· 2 min read

Building Clipboard Manager Pro: Lessons From a Side Project

indie-hacker chrome-extensions side-projects product-development

I built Clipboard Manager Pro because I was frustrated.

Every day, I’d copy something important, copy something else, then realize I’d lost the first thing. The default clipboard holds one item. That’s insane for anyone who spends their day moving text around.

The Problem Worth Solving

Developers, writers, office workers—anyone doing repetitive copy-paste tasks—loses time to clipboard limitations. You copy a URL, then copy some text, and suddenly the URL is gone.

Existing clipboard extensions had users, but their interfaces were terrible. Clunky. Confusing. Built by people who never actually used them.

I figured I could do better.

Building the MVP

I used AI assistance for both coding and the landing page. Not because I couldn’t code manually, but because speed mattered more than craftsmanship at this stage.

The goal: get something functional into users’ hands as fast as possible.

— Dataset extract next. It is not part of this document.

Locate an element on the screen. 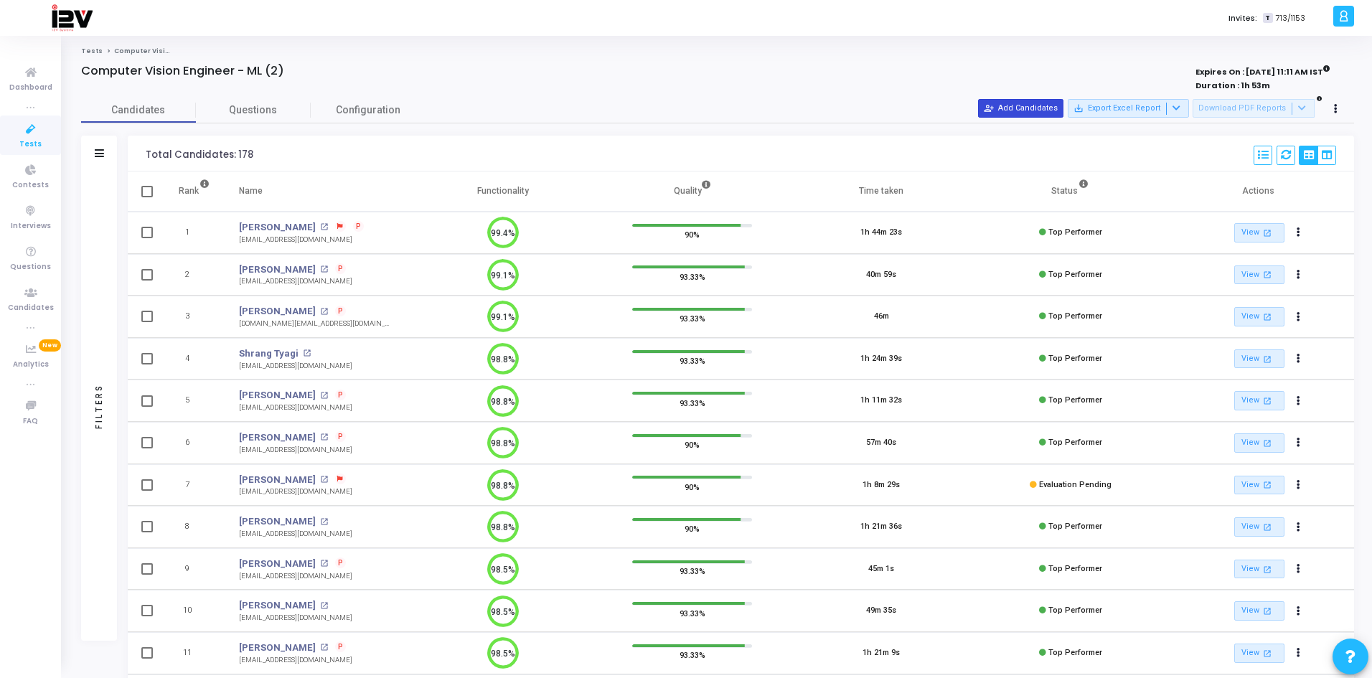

Launch day arrived. Chrome Web Store approved it. I shared everywhere I could think of.

Early adoption was promising. Then it plateaued.

The Breakthrough Moments

Two discoveries kept me going:

First: An Amazon employee started using the extension daily. Not just installed—actively incorporated into their workflow. Enterprise validation from someone at a major tech company.

Second: Multiple sign-ups from corporate email domains. Teams were adopting the tool organically. This wasn’t just consumer adoption—it was potential B2B without any enterprise sales effort.

Solving the Privacy Problem

Users asked about clipboard data. Fair concern—clipboard history can contain passwords, sensitive information, personal data.

I implemented dual modes:

Addressing the concern directly built trust. Skeptics became advocates.

Key Lessons

Every problem has an audience. If you’re solving something real, someone out there needs the solution.

User feedback drives everything. Stop guessing. Listen to what people actually say.

Shipping beats preparing. A mediocre product in users’ hands teaches you more than a perfect product in your head.

Criticism means investment. When users complain, they’re telling you they care enough to want improvement.

Persistence through plateaus matters. The growth came, just not on my timeline.